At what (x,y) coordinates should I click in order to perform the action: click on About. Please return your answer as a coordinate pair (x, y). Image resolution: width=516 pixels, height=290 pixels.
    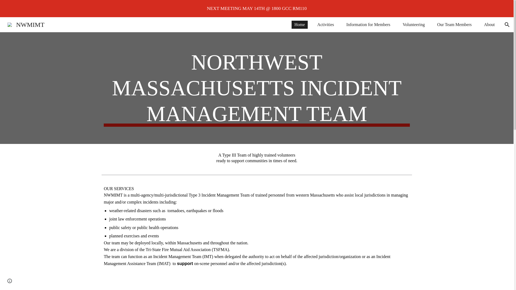
    Looking at the image, I should click on (489, 24).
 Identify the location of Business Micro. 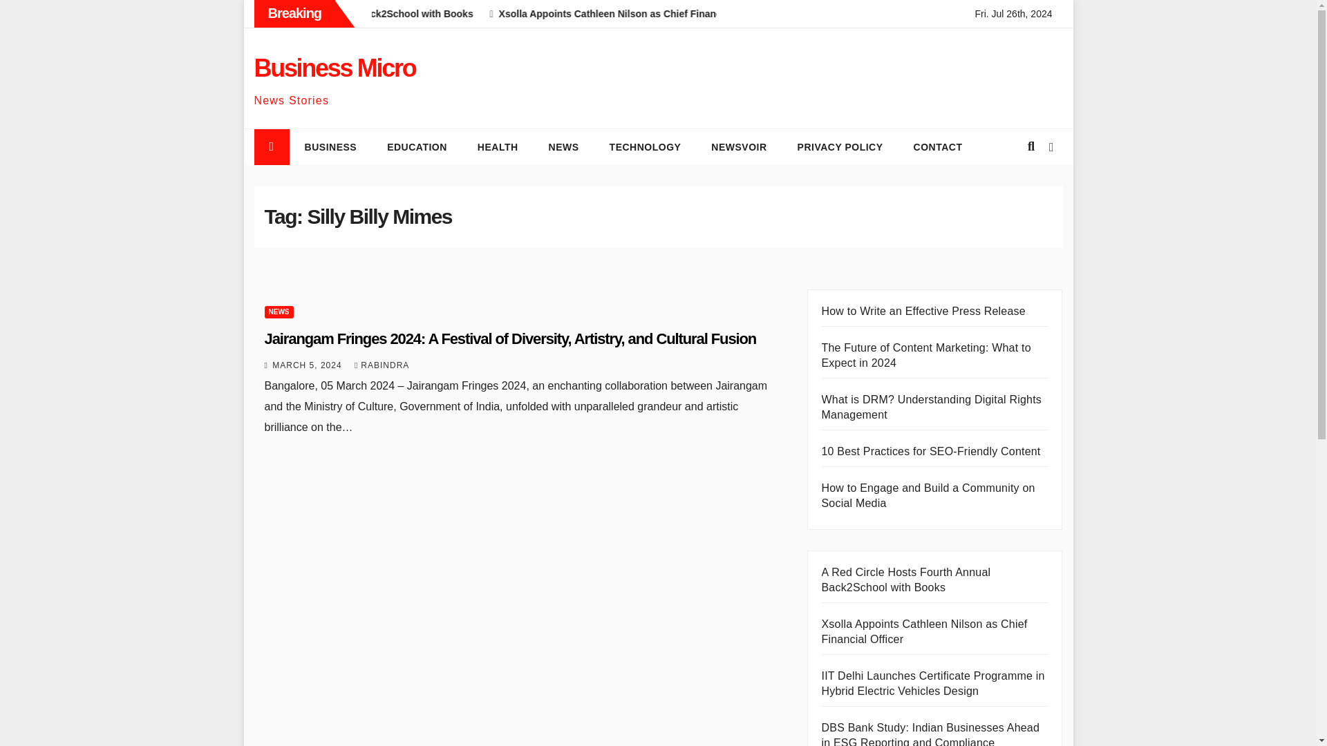
(335, 68).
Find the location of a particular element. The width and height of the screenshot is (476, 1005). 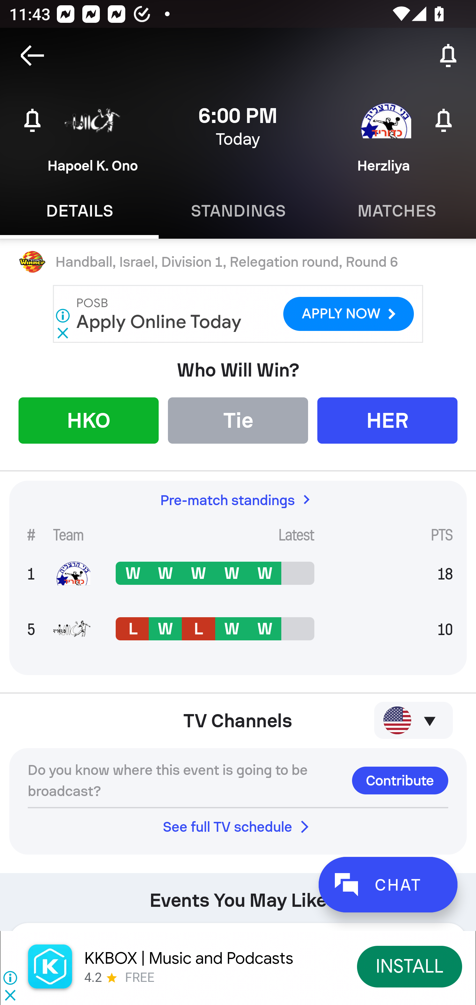

See full TV schedule is located at coordinates (238, 826).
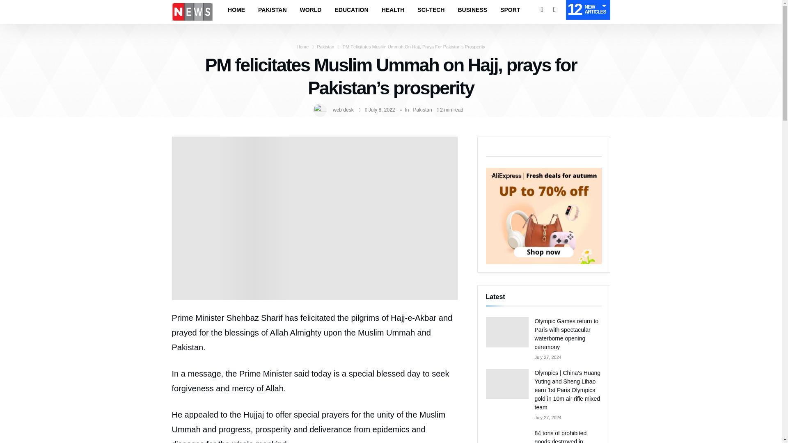 This screenshot has width=788, height=443. Describe the element at coordinates (272, 10) in the screenshot. I see `PAKISTAN` at that location.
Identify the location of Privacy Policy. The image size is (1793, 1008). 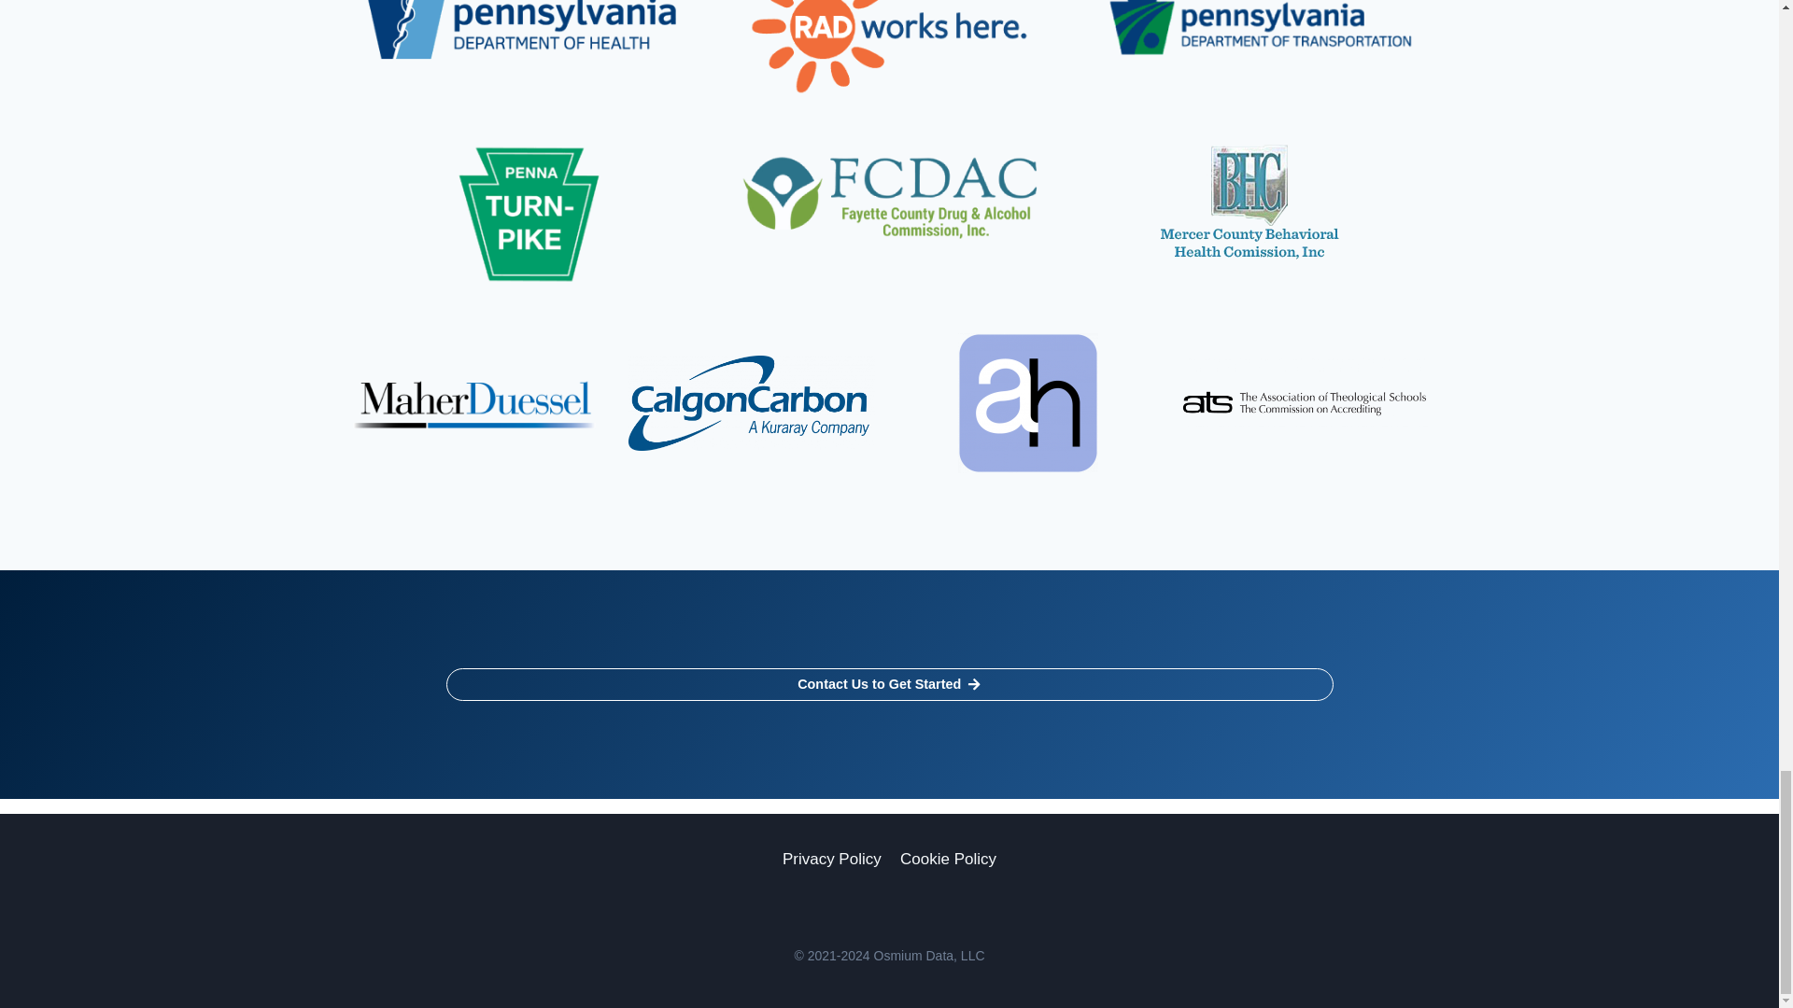
(831, 859).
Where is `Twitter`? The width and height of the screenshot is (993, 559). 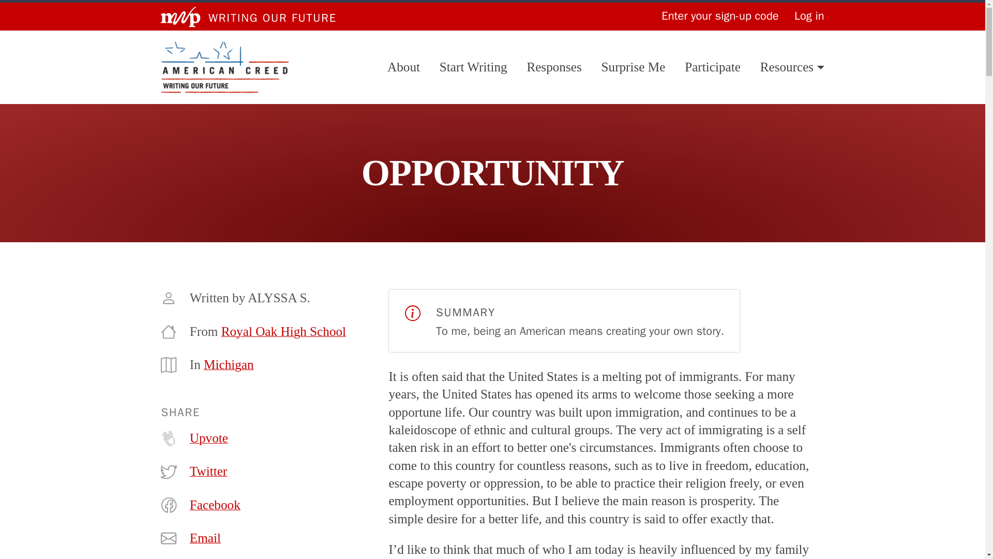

■ **What to work on**
Set down all of the entries exactly as they stand, without any image.

■ **Answer for the task**
At what (x,y) coordinates should I click in order to perform the action: click on About. Please return your answer as a coordinate pair (x, y). Image resolution: width=516 pixels, height=290 pixels.
    Looking at the image, I should click on (489, 24).
 Identify the location of Business Micro. 
(335, 68).
Find the location of a particular element. The width and height of the screenshot is (476, 1005). 

See full TV schedule is located at coordinates (238, 826).
 This screenshot has width=788, height=443. Describe the element at coordinates (272, 10) in the screenshot. I see `PAKISTAN` at that location.
Identify the location of Privacy Policy. The image size is (1793, 1008). 
(831, 859).
Where is `Twitter`? The width and height of the screenshot is (993, 559). 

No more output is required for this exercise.